From June 3, trading securities on Korea’s main Kospi index and second-tier bourse Kosdaq will be lowered by 0.05 to 0.25 percent, Hong said on April 12 during his visit to Washington DC for meetings of G-20 finance ministers and central bank governors last week.

The rate for trading on the third-tier bourse Konex will be cut by 0.2 percentage point to 0.1 percent. Both the Kosdaq and Konex are dedicated to supporting fundraising for small and medium-sized companies, but Konex-listed firms have less rigorous listing requirements.

As for over-the-counter stock transactions, the proposed rate cut to 0.45 percent per transaction from the current 0.5 percent will take effect following a law revision next year.

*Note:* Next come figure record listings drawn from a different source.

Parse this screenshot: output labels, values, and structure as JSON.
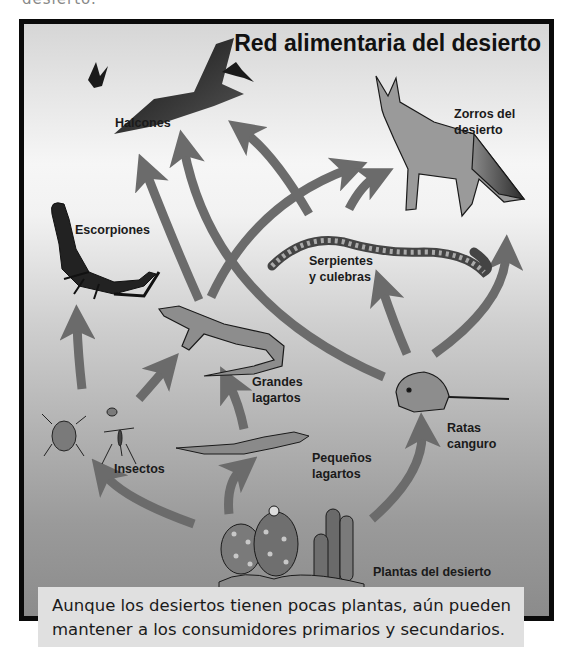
{
  "header": {
    "cut_text": "desierto."
  },
  "diagram": {
    "title": "Red alimentaria del desierto",
    "organisms": [
      {
        "id": "halcones",
        "label": "Halcones"
      },
      {
        "id": "zorros",
        "label_line1": "Zorros del",
        "label_line2": "desierto"
      },
      {
        "id": "escorpiones",
        "label": "Escorpiones"
      },
      {
        "id": "serpientes",
        "label_line1": "Serpientes",
        "label_line2": "y culebras"
      },
      {
        "id": "grandes_lagartos",
        "label_line1": "Grandes",
        "label_line2": "lagartos"
      },
      {
        "id": "ratas",
        "label_line1": "Ratas",
        "label_line2": "canguro"
      },
      {
        "id": "insectos",
        "label": "Insectos"
      },
      {
        "id": "pequenos_lagartos",
        "label_line1": "Pequeños",
        "label_line2": "lagartos"
      },
      {
        "id": "plantas",
        "label": "Plantas del desierto"
      }
    ],
    "arrows": [
      {
        "from": "plantas",
        "to": "insectos"
      },
      {
        "from": "plantas",
        "to": "pequenos_lagartos"
      },
      {
        "from": "plantas",
        "to": "ratas"
      },
      {
        "from": "insectos",
        "to": "escorpiones"
      },
      {
        "from": "insectos",
        "to": "grandes_lagartos"
      },
      {
        "from": "pequenos_lagartos",
        "to": "grandes_lagartos"
      },
      {
        "from": "grandes_lagartos",
        "to": "halcones"
      },
      {
        "from": "grandes_lagartos",
        "to": "zorros"
      },
      {
        "from": "ratas",
        "to": "halcones"
      },
      {
        "from": "ratas",
        "to": "serpientes"
      },
      {
        "from": "ratas",
        "to": "zorros"
      },
      {
        "from": "serpientes",
        "to": "halcones"
      },
      {
        "from": "serpientes",
        "to": "zorros"
      },
      {
        "from": "escorpiones",
        "to": "halcones"
      }
    ],
    "colors": {
      "frame": "#0a0a0a",
      "arrow": "#6b6b6b",
      "caption_bg": "#e0e0e0"
    }
  },
  "caption": {
    "line1": "Aunque los desiertos tienen pocas plantas, aún pueden",
    "line2": "mantener a los consumidores primarios y secundarios."
  }
}
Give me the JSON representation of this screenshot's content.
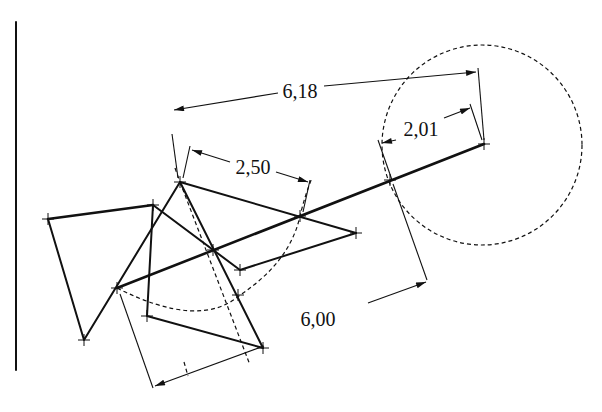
{
  "diagram": {
    "type": "geometric-construction",
    "dimensions": [
      {
        "id": "dim-618",
        "label": "6,18"
      },
      {
        "id": "dim-250",
        "label": "2,50"
      },
      {
        "id": "dim-201",
        "label": "2,01"
      },
      {
        "id": "dim-600",
        "label": "6,00"
      }
    ],
    "circle": {
      "cx": 482,
      "cy": 145,
      "r": 100,
      "style": "dashed"
    },
    "arc": {
      "style": "dashed",
      "center": "F"
    },
    "main_axis": {
      "from": "E",
      "to": "M",
      "style": "thick"
    },
    "colors": {
      "ink": "#111111",
      "background": "#ffffff"
    }
  }
}
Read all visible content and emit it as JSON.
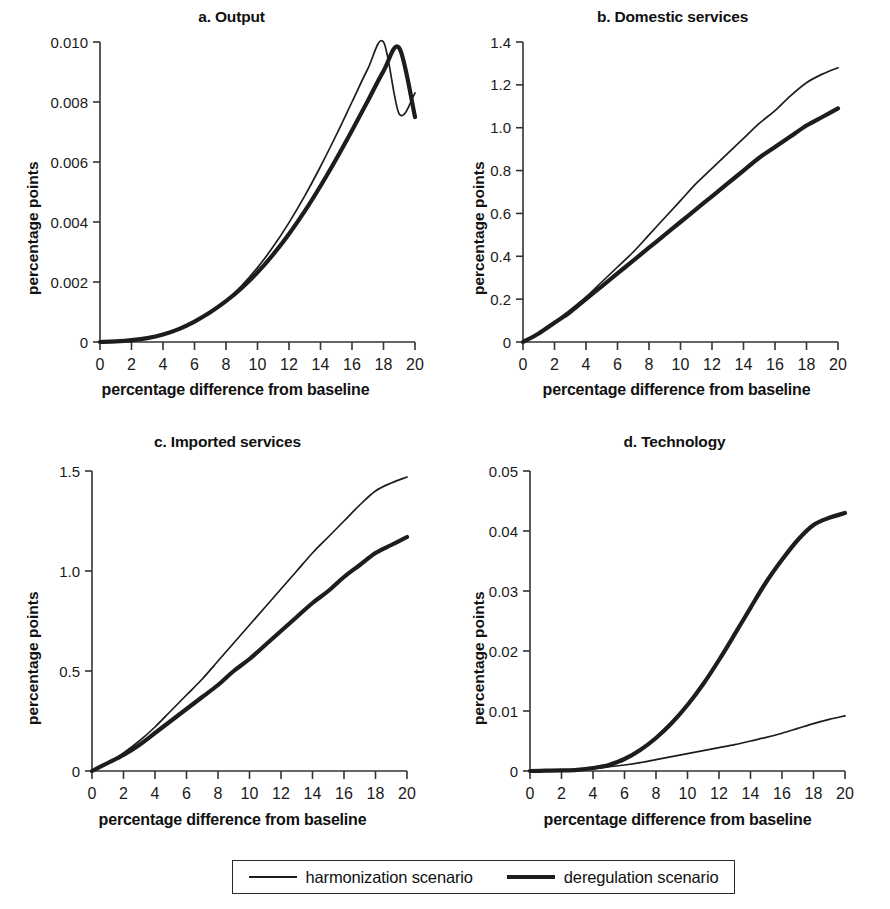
{
  "figure": {
    "xlabel": "percentage difference from baseline",
    "ylabel": "percentage points"
  },
  "legend": {
    "items": [
      {
        "label": "harmonization scenario",
        "style": "thin-line"
      },
      {
        "label": "deregulation scenario",
        "style": "thick-line"
      }
    ]
  },
  "colors": {
    "line": "#1d1d1d",
    "axis": "#333333",
    "background": "#ffffff"
  },
  "panels": [
    {
      "key": "a",
      "title": "a. Output"
    },
    {
      "key": "b",
      "title": "b. Domestic services"
    },
    {
      "key": "c",
      "title": "c. Imported services"
    },
    {
      "key": "d",
      "title": "d. Technology"
    }
  ],
  "chart_data": [
    {
      "type": "line",
      "title": "a. Output",
      "xlabel": "percentage difference from baseline",
      "ylabel": "percentage points",
      "xlim": [
        0,
        20
      ],
      "ylim": [
        0,
        0.01
      ],
      "xticks": [
        0,
        2,
        4,
        6,
        8,
        10,
        12,
        14,
        16,
        18,
        20
      ],
      "yticks": [
        0,
        0.002,
        0.004,
        0.006,
        0.008,
        0.01
      ],
      "ytick_labels": [
        "0",
        "0.002",
        "0.004",
        "0.006",
        "0.008",
        "0.010"
      ],
      "grid": false,
      "legend_position": "below figure",
      "x": [
        0,
        1,
        2,
        3,
        4,
        5,
        6,
        7,
        8,
        9,
        10,
        11,
        12,
        13,
        14,
        15,
        16,
        17,
        18,
        19,
        20
      ],
      "series": [
        {
          "name": "harmonization scenario",
          "values": [
            0,
            2e-05,
            6e-05,
            0.00013,
            0.00025,
            0.00042,
            0.00066,
            0.00098,
            0.00138,
            0.00188,
            0.00248,
            0.00318,
            0.00398,
            0.00487,
            0.00585,
            0.0069,
            0.008,
            0.0091,
            0.0101,
            0.0076,
            0.0083
          ]
        },
        {
          "name": "deregulation scenario",
          "values": [
            0,
            2e-05,
            6e-05,
            0.00013,
            0.00025,
            0.00043,
            0.00068,
            0.00099,
            0.00136,
            0.0018,
            0.00232,
            0.00292,
            0.0036,
            0.00436,
            0.0052,
            0.0061,
            0.00705,
            0.00803,
            0.00903,
            0.0098,
            0.0075
          ]
        }
      ],
      "series_endpoints": {
        "harmonization scenario": 0.0083,
        "deregulation scenario": 0.0075
      }
    },
    {
      "type": "line",
      "title": "b. Domestic services",
      "xlabel": "percentage difference from baseline",
      "ylabel": "percentage points",
      "xlim": [
        0,
        20
      ],
      "ylim": [
        0,
        1.4
      ],
      "xticks": [
        0,
        2,
        4,
        6,
        8,
        10,
        12,
        14,
        16,
        18,
        20
      ],
      "yticks": [
        0,
        0.2,
        0.4,
        0.6,
        0.8,
        1.0,
        1.2,
        1.4
      ],
      "ytick_labels": [
        "0",
        "0.2",
        "0.4",
        "0.6",
        "0.8",
        "1.0",
        "1.2",
        "1.4"
      ],
      "grid": false,
      "legend_position": "below figure",
      "x": [
        0,
        1,
        2,
        3,
        4,
        5,
        6,
        7,
        8,
        9,
        10,
        11,
        12,
        13,
        14,
        15,
        16,
        17,
        18,
        19,
        20
      ],
      "series": [
        {
          "name": "harmonization scenario",
          "values": [
            0,
            0.04,
            0.09,
            0.15,
            0.21,
            0.28,
            0.35,
            0.42,
            0.5,
            0.58,
            0.66,
            0.74,
            0.81,
            0.88,
            0.95,
            1.02,
            1.08,
            1.15,
            1.21,
            1.25,
            1.28
          ]
        },
        {
          "name": "deregulation scenario",
          "values": [
            0,
            0.04,
            0.09,
            0.14,
            0.2,
            0.26,
            0.32,
            0.38,
            0.44,
            0.5,
            0.56,
            0.62,
            0.68,
            0.74,
            0.8,
            0.86,
            0.91,
            0.96,
            1.01,
            1.05,
            1.09
          ]
        }
      ],
      "series_endpoints": {
        "harmonization scenario": 1.28,
        "deregulation scenario": 1.09
      }
    },
    {
      "type": "line",
      "title": "c. Imported services",
      "xlabel": "percentage difference from baseline",
      "ylabel": "percentage points",
      "xlim": [
        0,
        20
      ],
      "ylim": [
        0,
        1.5
      ],
      "xticks": [
        0,
        2,
        4,
        6,
        8,
        10,
        12,
        14,
        16,
        18,
        20
      ],
      "yticks": [
        0,
        0.5,
        1.0,
        1.5
      ],
      "ytick_labels": [
        "0",
        "0.5",
        "1.0",
        "1.5"
      ],
      "grid": false,
      "legend_position": "below figure",
      "x": [
        0,
        1,
        2,
        3,
        4,
        5,
        6,
        7,
        8,
        9,
        10,
        11,
        12,
        13,
        14,
        15,
        16,
        17,
        18,
        19,
        20
      ],
      "series": [
        {
          "name": "harmonization scenario",
          "values": [
            0,
            0.04,
            0.09,
            0.15,
            0.22,
            0.3,
            0.38,
            0.46,
            0.55,
            0.64,
            0.73,
            0.82,
            0.91,
            1.0,
            1.09,
            1.17,
            1.25,
            1.33,
            1.4,
            1.44,
            1.47
          ]
        },
        {
          "name": "deregulation scenario",
          "values": [
            0,
            0.04,
            0.08,
            0.13,
            0.19,
            0.25,
            0.31,
            0.37,
            0.43,
            0.5,
            0.56,
            0.63,
            0.7,
            0.77,
            0.84,
            0.9,
            0.97,
            1.03,
            1.09,
            1.13,
            1.17
          ]
        }
      ],
      "series_endpoints": {
        "harmonization scenario": 1.47,
        "deregulation scenario": 1.17
      }
    },
    {
      "type": "line",
      "title": "d. Technology",
      "xlabel": "percentage difference from baseline",
      "ylabel": "percentage points",
      "xlim": [
        0,
        20
      ],
      "ylim": [
        0,
        0.05
      ],
      "xticks": [
        0,
        2,
        4,
        6,
        8,
        10,
        12,
        14,
        16,
        18,
        20
      ],
      "yticks": [
        0,
        0.01,
        0.02,
        0.03,
        0.04,
        0.05
      ],
      "ytick_labels": [
        "0",
        "0.01",
        "0.02",
        "0.03",
        "0.04",
        "0.05"
      ],
      "grid": false,
      "legend_position": "below figure",
      "x": [
        0,
        1,
        2,
        3,
        4,
        5,
        6,
        7,
        8,
        9,
        10,
        11,
        12,
        13,
        14,
        15,
        16,
        17,
        18,
        19,
        20
      ],
      "series": [
        {
          "name": "harmonization scenario",
          "values": [
            0,
            5e-05,
            0.0001,
            0.0002,
            0.0004,
            0.0007,
            0.001,
            0.0014,
            0.0019,
            0.0024,
            0.0029,
            0.0034,
            0.0039,
            0.0044,
            0.005,
            0.0056,
            0.0063,
            0.0071,
            0.0079,
            0.0086,
            0.0092
          ]
        },
        {
          "name": "deregulation scenario",
          "values": [
            0,
            5e-05,
            0.0001,
            0.0002,
            0.0005,
            0.001,
            0.002,
            0.0035,
            0.0055,
            0.008,
            0.011,
            0.0145,
            0.0185,
            0.0228,
            0.0272,
            0.0315,
            0.0352,
            0.0385,
            0.041,
            0.0422,
            0.043
          ]
        }
      ],
      "series_endpoints": {
        "harmonization scenario": 0.0092,
        "deregulation scenario": 0.043
      }
    }
  ]
}
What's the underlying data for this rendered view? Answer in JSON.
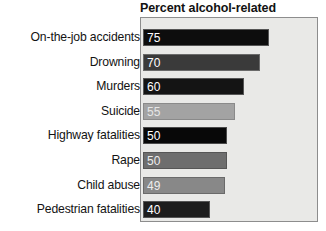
{
  "chart_data": {
    "type": "bar",
    "orientation": "horizontal",
    "title": "Percent alcohol-related",
    "xlabel": "",
    "ylabel": "",
    "xlim": [
      0,
      75
    ],
    "grid": false,
    "legend": false,
    "categories": [
      "On-the-job accidents",
      "Drowning",
      "Murders",
      "Suicide",
      "Highway fatalities",
      "Rape",
      "Child abuse",
      "Pedestrian fatalities"
    ],
    "values": [
      75,
      70,
      60,
      55,
      50,
      50,
      49,
      40
    ],
    "value_labels": [
      "75",
      "70",
      "60",
      "55",
      "50",
      "50",
      "49",
      "40"
    ],
    "bar_colors": [
      "#0d0d0d",
      "#3a3a3a",
      "#141414",
      "#a3a3a3",
      "#080808",
      "#6e6e6e",
      "#888888",
      "#1d1d1d"
    ],
    "bar_border_colors": [
      "#555555",
      "#6a6a6a",
      "#555555",
      "#8a8a8a",
      "#4a4a4a",
      "#565656",
      "#6a6a6a",
      "#555555"
    ],
    "value_label_colors": [
      "#ffffff",
      "#ffffff",
      "#ffffff",
      "#e6e6e6",
      "#ffffff",
      "#ededed",
      "#ededed",
      "#ffffff"
    ],
    "panel_background": "#e9e9e7",
    "panel_border": "#8d8d8d",
    "title_color": "#121212",
    "label_color": "#131313"
  }
}
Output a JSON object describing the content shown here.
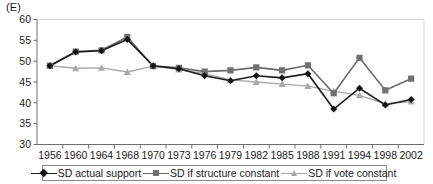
{
  "panel": {
    "label": "(E)"
  },
  "legend": {
    "entries": [
      {
        "label": "SD actual support",
        "marker": "diamond-marker",
        "color": "#151515"
      },
      {
        "label": "SD if structure constant",
        "marker": "square-marker",
        "color": "#707070"
      },
      {
        "label": "SD if vote constant",
        "marker": "triangle-marker",
        "color": "#a9a9a9"
      }
    ]
  },
  "axes": {
    "y_ticks": [
      "30",
      "35",
      "40",
      "45",
      "50",
      "55",
      "60"
    ],
    "x_ticks": [
      "1956",
      "1960",
      "1964",
      "1968",
      "1970",
      "1973",
      "1976",
      "1979",
      "1982",
      "1985",
      "1988",
      "1991",
      "1994",
      "1998",
      "2002"
    ]
  },
  "chart_data": {
    "type": "line",
    "title": "(E)",
    "xlabel": "",
    "ylabel": "",
    "ylim": [
      30,
      60
    ],
    "ytick_step": 5,
    "grid": false,
    "legend_position": "bottom",
    "categories": [
      "1956",
      "1960",
      "1964",
      "1968",
      "1970",
      "1973",
      "1976",
      "1979",
      "1982",
      "1985",
      "1988",
      "1991",
      "1994",
      "1998",
      "2002"
    ],
    "series": [
      {
        "name": "SD actual support",
        "marker": "diamond",
        "color": "#151515",
        "values": [
          48.9,
          52.2,
          52.5,
          55.2,
          48.9,
          48.2,
          46.5,
          45.3,
          46.5,
          46.0,
          47.0,
          38.5,
          43.5,
          39.5,
          40.8
        ]
      },
      {
        "name": "SD if structure constant",
        "marker": "square",
        "color": "#707070",
        "values": [
          48.9,
          52.3,
          52.6,
          55.8,
          48.8,
          48.4,
          47.5,
          47.8,
          48.5,
          47.8,
          49.0,
          42.3,
          50.8,
          43.0,
          45.8
        ]
      },
      {
        "name": "SD if vote constant",
        "marker": "triangle",
        "color": "#a9a9a9",
        "values": [
          48.9,
          48.3,
          48.4,
          47.4,
          48.8,
          48.0,
          47.0,
          45.5,
          45.0,
          44.5,
          44.0,
          42.8,
          41.8,
          39.8,
          40.3
        ]
      }
    ]
  }
}
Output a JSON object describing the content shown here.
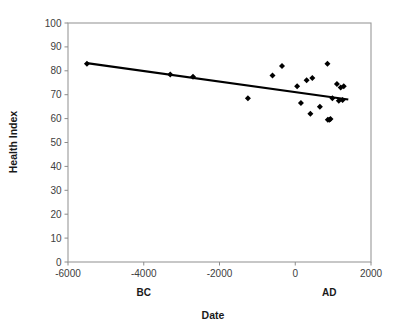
{
  "chart_data": {
    "type": "scatter",
    "title": "",
    "xlabel": "Date",
    "ylabel": "Health Index",
    "xlim": [
      -6000,
      2000
    ],
    "ylim": [
      0,
      100
    ],
    "grid": false,
    "legend": "none",
    "xticks": [
      "-6000",
      "-4000",
      "-2000",
      "0",
      "2000"
    ],
    "xtick_values": [
      -6000,
      -4000,
      -2000,
      0,
      2000
    ],
    "yticks": [
      "0",
      "10",
      "20",
      "30",
      "40",
      "50",
      "60",
      "70",
      "80",
      "90",
      "100"
    ],
    "ytick_values": [
      0,
      10,
      20,
      30,
      40,
      50,
      60,
      70,
      80,
      90,
      100
    ],
    "era_annotations": [
      {
        "label": "BC",
        "x": -4000
      },
      {
        "label": "AD",
        "x": 900
      }
    ],
    "series": [
      {
        "name": "Health Index",
        "marker": "diamond",
        "color": "#000000",
        "points": [
          {
            "x": -5500,
            "y": 83
          },
          {
            "x": -3300,
            "y": 78.5
          },
          {
            "x": -2700,
            "y": 77.5
          },
          {
            "x": -1250,
            "y": 68.5
          },
          {
            "x": -600,
            "y": 78
          },
          {
            "x": -350,
            "y": 82
          },
          {
            "x": 50,
            "y": 73.5
          },
          {
            "x": 150,
            "y": 66.5
          },
          {
            "x": 300,
            "y": 76
          },
          {
            "x": 400,
            "y": 62
          },
          {
            "x": 450,
            "y": 77
          },
          {
            "x": 650,
            "y": 65
          },
          {
            "x": 850,
            "y": 83
          },
          {
            "x": 860,
            "y": 59.5
          },
          {
            "x": 900,
            "y": 59.5
          },
          {
            "x": 930,
            "y": 59.8
          },
          {
            "x": 980,
            "y": 68.5
          },
          {
            "x": 1100,
            "y": 74.5
          },
          {
            "x": 1150,
            "y": 67.5
          },
          {
            "x": 1200,
            "y": 73
          },
          {
            "x": 1250,
            "y": 67.8
          },
          {
            "x": 1280,
            "y": 73.5
          }
        ]
      }
    ],
    "trendline": {
      "name": "linear-fit",
      "color": "#000000",
      "x_start": -5500,
      "y_start": 83.2,
      "x_end": 1400,
      "y_end": 68.0
    }
  }
}
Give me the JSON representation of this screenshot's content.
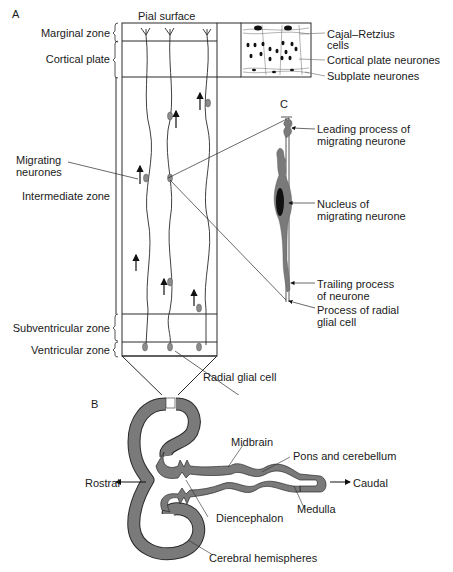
{
  "panels": {
    "a": "A",
    "b": "B",
    "c": "C"
  },
  "panel_a": {
    "top_label": "Pial surface",
    "zones": [
      {
        "label": "Marginal zone"
      },
      {
        "label": "Cortical plate"
      },
      {
        "label": "Intermediate zone"
      },
      {
        "label": "Subventricular zone"
      },
      {
        "label": "Ventricular zone"
      }
    ],
    "migrating_neurones": "Migrating\nneurones",
    "migrating_line1": "Migrating",
    "migrating_line2": "neurones",
    "radial_glial_cell": "Radial glial cell",
    "inset_labels": {
      "cajal_line1": "Cajal–Retzius",
      "cajal_line2": "cells",
      "cortical_plate_neurones": "Cortical plate neurones",
      "subplate_neurones": "Subplate neurones"
    }
  },
  "panel_c": {
    "leading_line1": "Leading process of",
    "leading_line2": "migrating neurone",
    "nucleus_line1": "Nucleus of",
    "nucleus_line2": "migrating neurone",
    "trailing_line1": "Trailing process",
    "trailing_line2": "of neurone",
    "glial_line1": "Process of radial",
    "glial_line2": "glial cell"
  },
  "panel_b": {
    "rostral": "Rostral",
    "caudal": "Caudal",
    "midbrain": "Midbrain",
    "pons": "Pons and cerebellum",
    "diencephalon": "Diencephalon",
    "medulla": "Medulla",
    "cerebral": "Cerebral hemispheres"
  },
  "colors": {
    "line": "#2a2a2a",
    "tissue_fill": "#7a7a7a",
    "cell_fill": "#8c8c8c",
    "nucleus_fill": "#111111"
  }
}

The government is facing with growing calls for such tax reliefs amid dampened investor sentiment. 

After the ruling Democratic Party proposed scrapping the securities transaction tax by 2024 to stimulate the market through a series of rate cuts, Financial Services Commission Chairman Choi Jong-ku promptly unveiled a relief package including stock transaction tax rate cuts.

In March, the Finance Ministry hinted it will come up with ways to impose capital gains tax on a wider range of investors by the first half of next year to help offset tax revenue losses from the securities transaction tax cut. Currently, capital gains tax from returns on stock investment equals the lower of the two -- 22 percent of net capital gains or 11 percent of gross sales proceeds.  

However, the capital gains tax regime in Korea will be difficult to comply with the potential revision to increase tax revenue through tougher capital gains tax rules, without the centralized infrastructure system to track and calculate gains of foreign investors, said Patrick Pang, managing director and head of fixed income and compliance at Asia Securities Industry & Financial Markets Association.

“We do want to emphasize the importance of not letting a securities transaction tax reduction impact the treatment of capital gains tax as its levy is operationally very challenging,“ he said.